Can you think of any other surgical procedure with organ involvement that a tech is in charge of altering the organ and re-attaching it? If someone severed a hand or other body part, that needed trimming, altering and reattaching would a tech be allowed to do so? Why is a strip of scalp any different? It is part of the body that became separated from the head, and that piece of scalp is going back to the head in an altered form as decided by a tech!
Just because there is a historical precedent to the techs surgical duties does not mean that their actions fall within the law. This has been strongly pointed out to me by someone familiar with medical/legal issues. If you look at the techs actions this way, can you see that there might be a possibility that the procedures the techs do in a strip hair transplant are beyond a technician’s scope of practice.
YOu made the statement: “So to cut into your scalp, no matter how minor and safe it seems, the issues are one of license (legitimacy) and competence.” I believe the same could be said of strip techs. No matter how minor the follicle organs are or how safe the procedure seems, the issues are one of license (legitimacy) and competence.
The last part of your statement about competence is one that should be addressed. Your former writer pointed out that a tech who does the same procedure over and over again for years, is usually more competent than the doctor.
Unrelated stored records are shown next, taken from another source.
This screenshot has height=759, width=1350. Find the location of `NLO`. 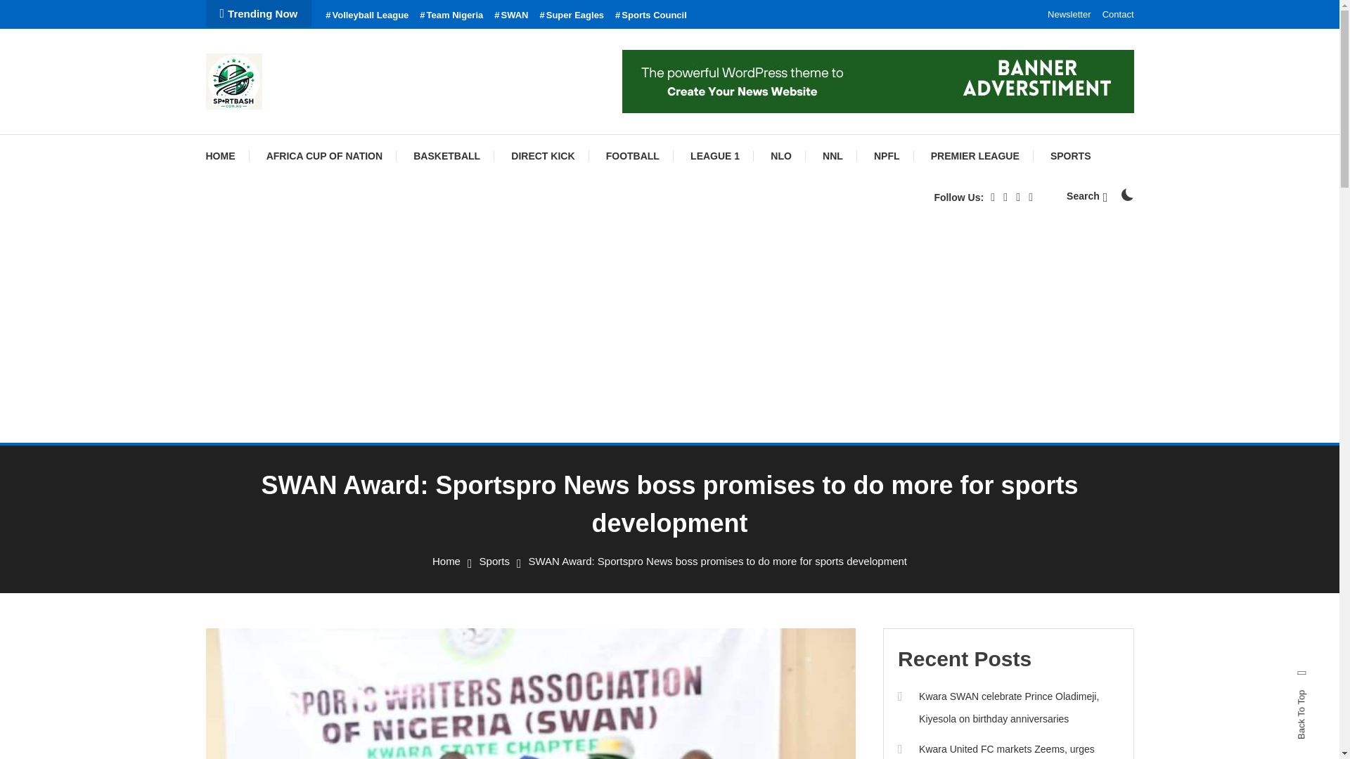

NLO is located at coordinates (780, 156).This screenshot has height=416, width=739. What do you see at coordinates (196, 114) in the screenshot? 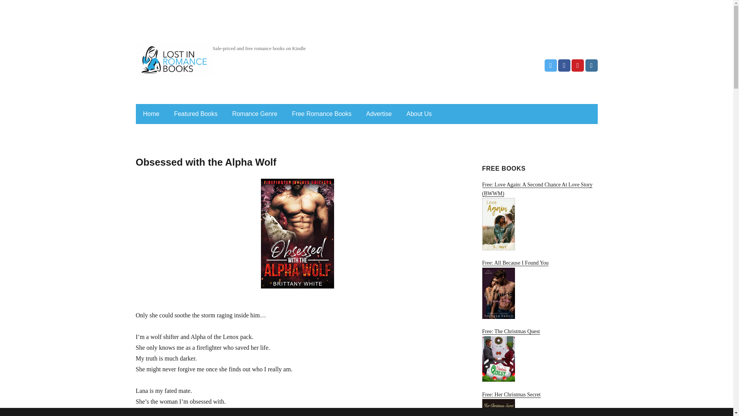
I see `Featured Books` at bounding box center [196, 114].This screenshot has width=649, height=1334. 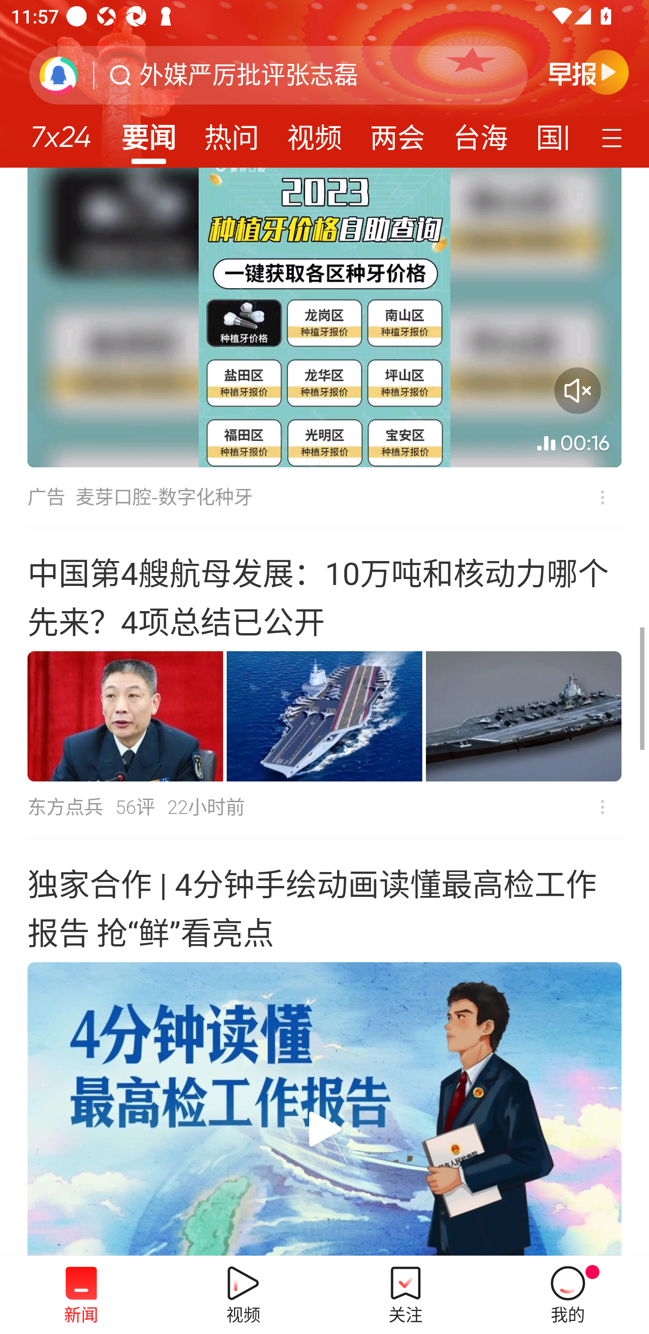 What do you see at coordinates (588, 71) in the screenshot?
I see `早晚报` at bounding box center [588, 71].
To complicate the issue further, there are persons in every State who are not Medical doctors, who have the right to “pierce, cut, and alter the body.” Examples are persons who do body piercing, tattoos, and body alteration such as purposely stretching the earlobes with large insertions in the lobe.
In addition, as was pointed out there are some medical personnel such as Physician assistants, army medics, etc. that can cut skin, under the supervision of a doctor. There are nurses also that can take blood and insert intravenous lines. Many doctors do the harvesting in a NeoGraft procedure. But I do not know of any strip doctors who dissect the excised scalp.
I cannot understand doctor’s like Dr. Umar who does FUE and other doctors, who do both FUE and strip surgery, denouncing any techs when they all use techs themselves. The techs who know how to use NeoGraft understand that they must follow the guidelines of the State they work in.
I think there are some complex issues to this tech matter that are not only an FUE tech problem but also a strip tech problem.